Other material in the documents points to an intention to use and arguably abuse the UN route to provide a legal pretext for a predetermined policy of regime change, not peaceful disarmament. In an interview on 14 November 2002, however, the Prime Minister insisted:
"The purpose of our challenge from the United Nations is disarmament of weapons of mass destruction, it is not regime change."
The documents provide further evidence about the advice on Iraq's weapons at the Prime Minister's disposal. For example, in a letter to the Prime Minister on 22 September 2002, the Foreign Secretary referred to a note by Peter Ricketts, the political director at the
21 Dec 2004 : Column 2119
Foreign Office, which he attached to another letter to the Prime Minister. The note said of the threat:
"The truth is that what has changed is not the pace of Saddam Hussein's . . . programmes, but our tolerance of them post-11 September . . . even the best survey of Iraq's WMD programmes will not show much advance in recent years on the nuclear, missile or CW/BW fronts"
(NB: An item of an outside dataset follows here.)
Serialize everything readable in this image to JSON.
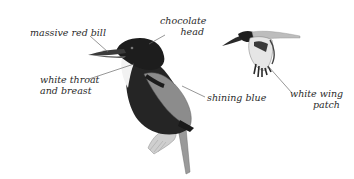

that is a reference to chemical and biological weapons
Mr. Salmond : For much of my hon. Friend's speech, the Deputy Leader of the House has been giving a running commentary of disagreement. Would my hon. Friend be interestedI wouldto learn which fact the Deputy Leader of the House wants to dispute?
Adam Price : Indeed, and the Deputy Leader of the House could help all right hon. and hon. Members by putting copies of the documents in the Library, so that we can all read them in full.
On 16 July 2002, the Prime Minister told the Liaison Committee that
"fails to comply, and you know that he is developing those weapons of mass destruction, then . . . you are entitled to draw the conclusion that this threat is growing not diminishing."
On 24 September 2002, he told the House that Saddam Hussein's WMD programme was "active, detailed and growing". Yet the note from Peter Ricketts said that the programme was not growing. There had been no change in the pace of the programme and it had not been stepped up.
The Cabinet Office documents were leaked for a reason: so that Members and the public know the truth about why and how we were taken to war. Members of the senior civil service know that the penalty for inconvenient truth telling can be very severe. There is now a high-level investigation into the source of the disclosure of those documents, and it has all the hallmarks of a Clive Ponting-like witch hunt. It is a tragic fact that the only people in public life who have lost their jobs as a result of the Iraq war are people such as Andrew Gilligan, who "got it mostly right", to quote the former chair of the D notice committee, whereas those such as the Prime Minister got it mostly wrong and are still in post. That brings me back to the constitutional question.
If the collective Cabinet system is no longer functioning and if Parliament is impotent, we are nearer to the elective dictatorship that Lord Hailsham referred to more than a quarter of a century ago. We are trampling on the constitutional conventions. Parliament is being increasingly sidelined, ignored and treated with contempt. We believe that it is time that Parliament restored public confidence in our ability and responsibility to hold the Prime Minister to account. As "Erskine May" said, impeachment
In the new year, it is time to revive the tradition of upholding the most basic principle that Ministers must tell the truth to MPs, elected by the people.